The Evans sank in the South China Sea, too far outside of what the United States Department of Defense designated as the Official Combat Zone for the Vietnam War.

According to the DOD, to have a name on the wall the person must have died within the defined combat zone of Vietnam or while on a combat or combat support mission, going to or from that defined combat zone.

The DOD has made exceptions in the past and has added some names over the years, but so far, none of the 74-sailors of the USS Frank E. Evans has been added.

More than 50-years later their names are going on a Vietnam War memorial wall.

Helping make that happen is Johnson Granite in Kansas City, Missouri.

The company is nationally known for their memorials and monuments and they have been recruited to create part of a new Nebraska Vietnam Veterans Memorial.

They are making a wall that includes the names of Nebraska’s 400-Vietnam fatalities.

A lot of the granite that is being used is domestic, from quarries in South Dakota and Vermont, but Tripp Johnson said not all of it is.

“These big, black tablets we don’t have a black quarry here in the United States, so we go to India,” and Johnson said part of the process includes blasting the names with a zirconium oxide abrasive.

Johnson expects it to last a very long time and said his company is honored to be part of the memorial.

“It’s a very long-lasting product and you feel like you’ve given something,” he said, “Now some of these people gave everything, so it’s a humble feeling that we just participate in telling a story.” While the work was going on in Kansas City, site preparation was underway in Papillion.

It has been a multi-year battle.

They’ve had to fight funding, supply chain issues and the weather.

Those who are helping make the new memorial a reality said it is a battle that needed to be fought.

“The fact that we got here, and they didn’t, it means we need to honor them. We need to take care of the memories for their families and tell their stories and that’s what we’re trying to do.”

Those are the thoughts of George Abbott.

He is a Navy veteran who actually served on a destroyer like the USS Evans and at the same time the Evans was in Vietnam.

“I was in the Navy and I was on the gunline and we were a sister ship, basically. We were DD759 and they were DD754,” Abbott said.

Now he is serving on the board of the Nebraska Vietnam Veteran Memorial.

The site includes a restored ‘Huey” UH-1 helicopter that flew more than 3,000 hours in Vietnam.

There are interactive tiles telling the stories of veterans

There are places to reflect upon the war and there is the new wall.

Abbott said adding the names of the Sage brothers and Garry Hodgson is the right thing to do.

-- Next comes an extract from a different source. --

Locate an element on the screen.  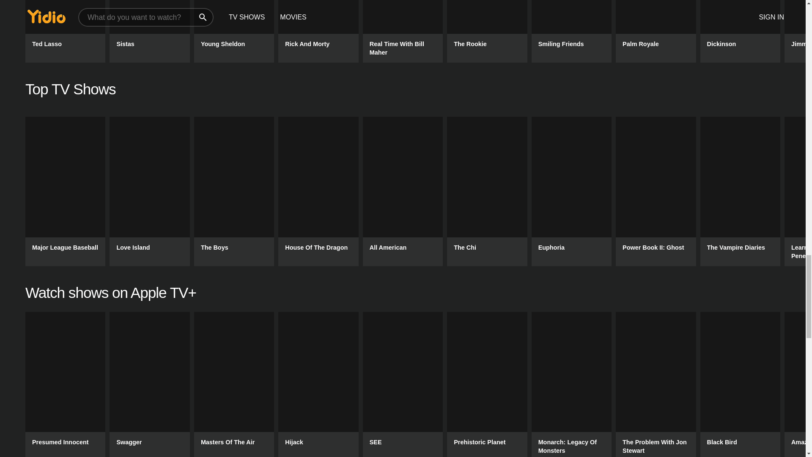
Real Time with Bill Maher is located at coordinates (403, 31).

“I think somebody needs to get their head out of the proverbial, get it done because they spent a lot of time on the gunline and what they call Yankee Station which is where the destroyers went up and worked for the aircraft carriers,” Abbott said “So, you know in my opinion, they certainly qualified for being on the Wall, but I’m not the guy to make that decision.”

Meanwhile, at the June 3, 2023 memorial in Niobrara, Linda Vaa and her son received an “Honor and Remember” flag as their fallen sailors were honored with a rifle volley and the playing of “Taps”.

Still, people like Linda Vaa who are still living with the loss, are left wondering why the names of their loved ones can’t be on the famous wall in D.C.

“I want my son to go see it, my granddaughter to go see their family’s names on the wall,” Linda said.

Until that happens, they hope Nebraska’s Wall will give them some solace, knowing that those lost are not forgotten.

“When you when you forget the boys, when you forget their names, then they’re dead. But when they’re always remembered and they’re remembered with such good everybody is so proud to know ’em,” Linda said.